Every year, the question comes up: are we mourning for the loss of our Temple or are we mourning because of our long and bitter history? The religious answer is the Temple, but I doubt I’m alone in saying that contemplating our history is always what gets to me. The Book of Lamentations, which we read when the Fast begins, is full of imagery of the war and starvation that the Jews endured when our Temple was destroyed. It makes me think of the Holocaust every time.
This year the mourning had an added dimension because the news out of Israel was so bad. People were calling it a “third destruction,” which is absolutely horrifying, as is the thought of civil war. The only reassurance I got was from the apparent calm of my son, bolstered by equally ordinary posts from my friends who live there. Life goes on.
The sin that keeps us in exile is hatred amongst ourselves. Jews are meant to be a “light unto the nations,” but if we can’t get ourselves together, we’re not fit for the mission. The current divide in Israel looks especially grievous from this standpoint, and as usual, I’m divided about the divide. I lean toward the left, yet I live on the right. I think democracy has to be preserved. Am I anti-frum for saying so?
Since in-fighting is the sin that perpetuates the exile, unity is the cure, and there are always calls for it, especially during the Three Weeks. So I was pleased when friend and activist Victoria Cook announced that afternoon prayers would be held at the Israeli consulate on the day of the Fast. She described it as a way for Jews of all denominations to come together, and it sounded like the most meaningful act of unity I could possibly perform. And so, on a fast day when the real-feel temperature was 102, I went.
My first stop was the Isaiah wall across the street from the United Nations. Engraved on the wall is his famous pacifistic verse: “. . .and they shall beat their swords into plowshares, and their spears into pruning hooks; nation shall not lift up sword against nation; neither shall they learn war anymore.1”
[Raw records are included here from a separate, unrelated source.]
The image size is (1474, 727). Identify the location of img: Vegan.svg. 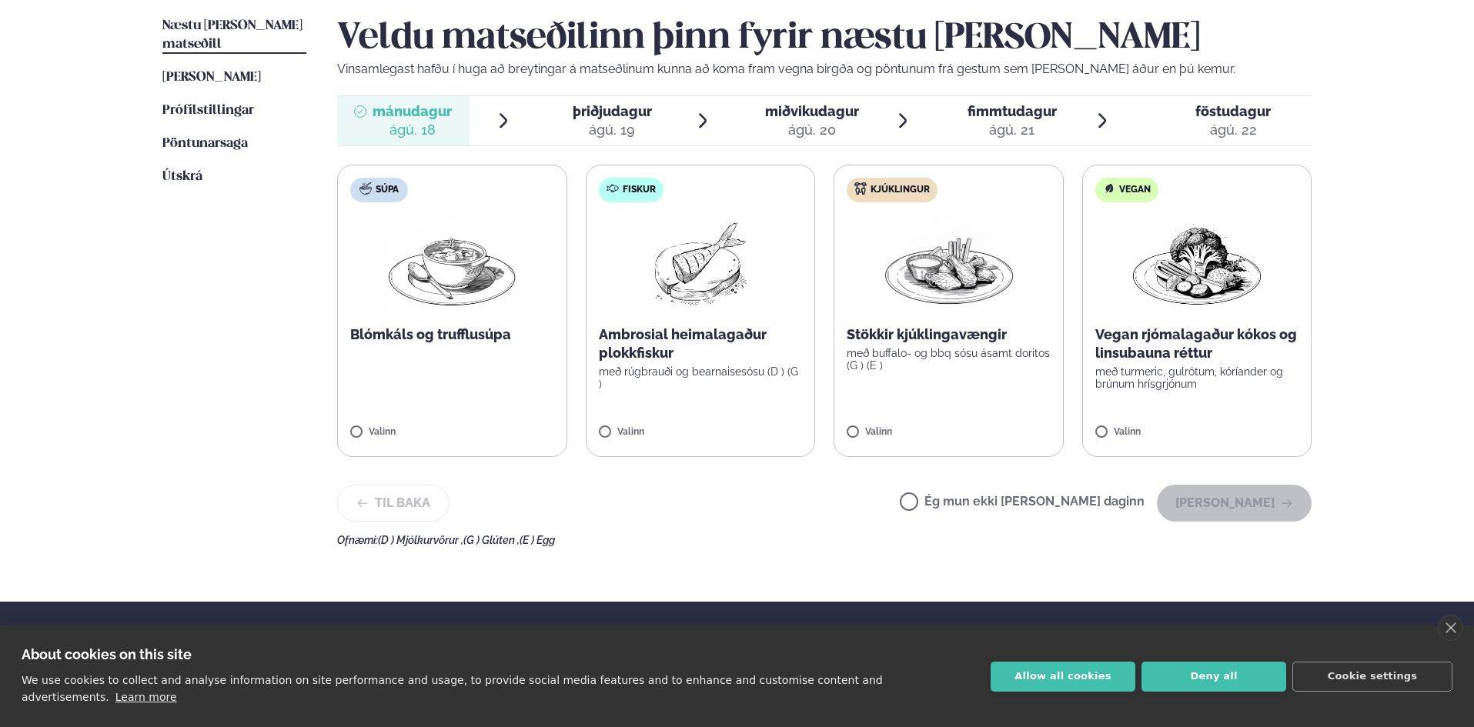
(1109, 189).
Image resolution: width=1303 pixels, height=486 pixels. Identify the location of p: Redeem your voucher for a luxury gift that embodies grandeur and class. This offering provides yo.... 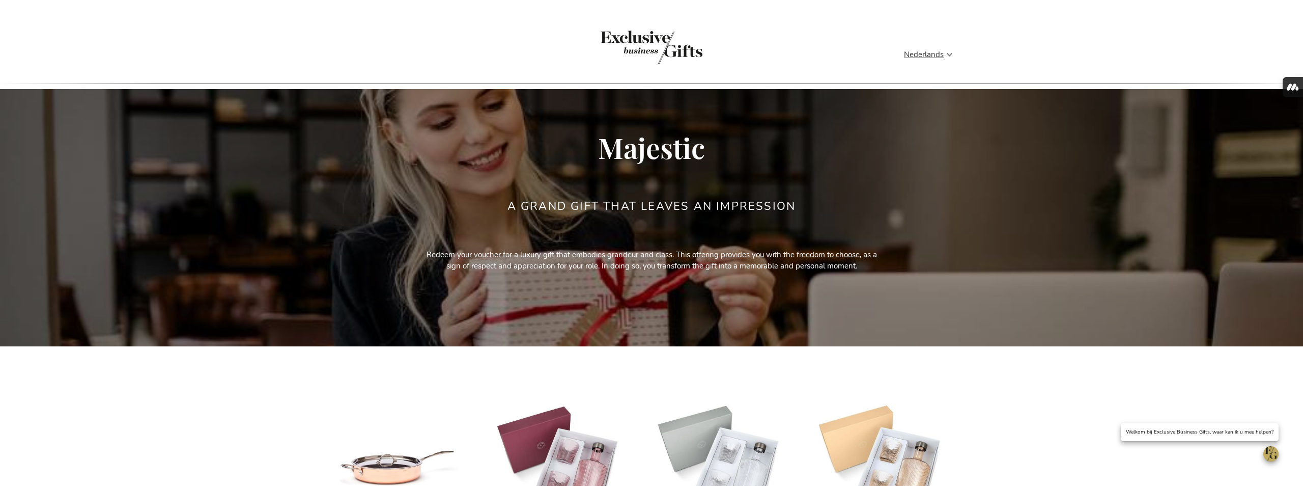
(652, 260).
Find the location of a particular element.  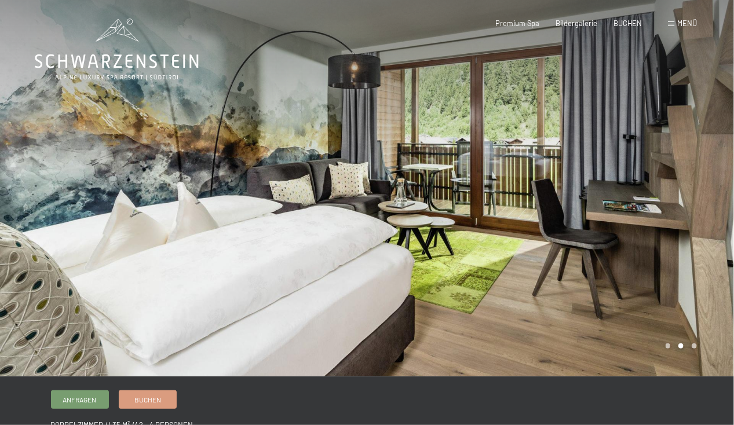

span: Premium Spa is located at coordinates (518, 23).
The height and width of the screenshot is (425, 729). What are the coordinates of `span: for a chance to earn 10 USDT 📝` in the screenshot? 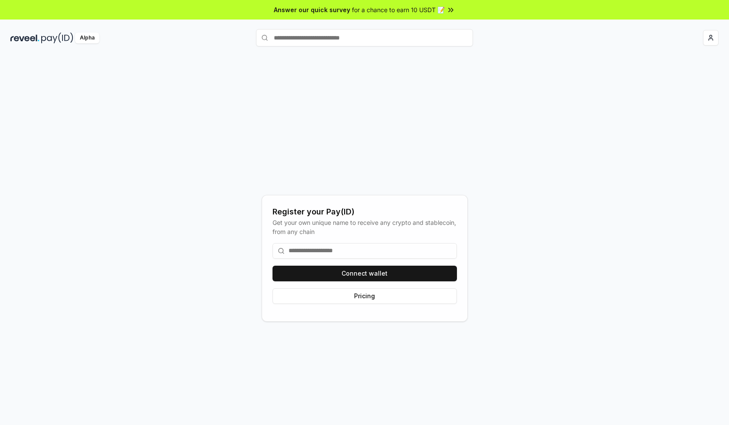 It's located at (398, 10).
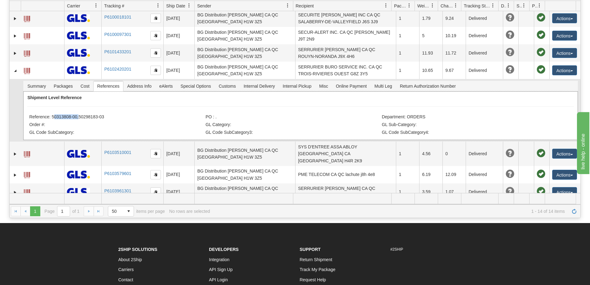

To be contemplating that verse on a wall in New York felt like a long-distance parallel to going to the Wall in Jerusalem. It’s not the real deal, of course, but it was the closest equivalent I could find.
I walked one block over to the Israeli consulate, and found it was exactly what Victoria said it would be: a mix of religious and irreligious Jews - some there to wave the Israeli flag and make a political statement, and others there to fulfill the prayer requirements of the day. Not only were we respecting each other, we were trying to do each other’s thing, as it were.
For me the most meaningful part came at the reading from the Prophets. We’d been reading the words of the prophet Jeremiah all day. He is the author of the Book of Lamentations and most of the Kinnos (prayerful dirge poems) recited in the morning. But the afternoon service marks the beginning of the transition from mourning to consolation, and so we read from the Book of Isaiah, the very prophet whose words I’d just been contemplating. The penultimate verse of the reading represents what a rebuilt Temple is meant to be, if we could only merit it: “. . .for My House shall be called a house of prayer for all the peoples.2”
While reading that, it hit me. The United Nations aspires to achieve unity amongst the nations of the world, to get us to work together toward peace and mutual prosperity. I’m sure they achieve a lot of good, but they also consistently condemn Israel. A rebuilt Temple will be what the United Nations purports to be. It will unite the nations and give the world true peace. Its presence will change our consciousness and infuse the world with spirituality. We’ll give up our squabbles, both personal and national, because they’ll seem so petty. So if you’ve never observed Tisha B’Av before, now you know what it’s about. It’s about how good the world could and should be, if only we human beings would stop mucking it up.
May Hashem rebuilt the Temple speedily in our days, and may He give us the guidance so that we all work toward peace.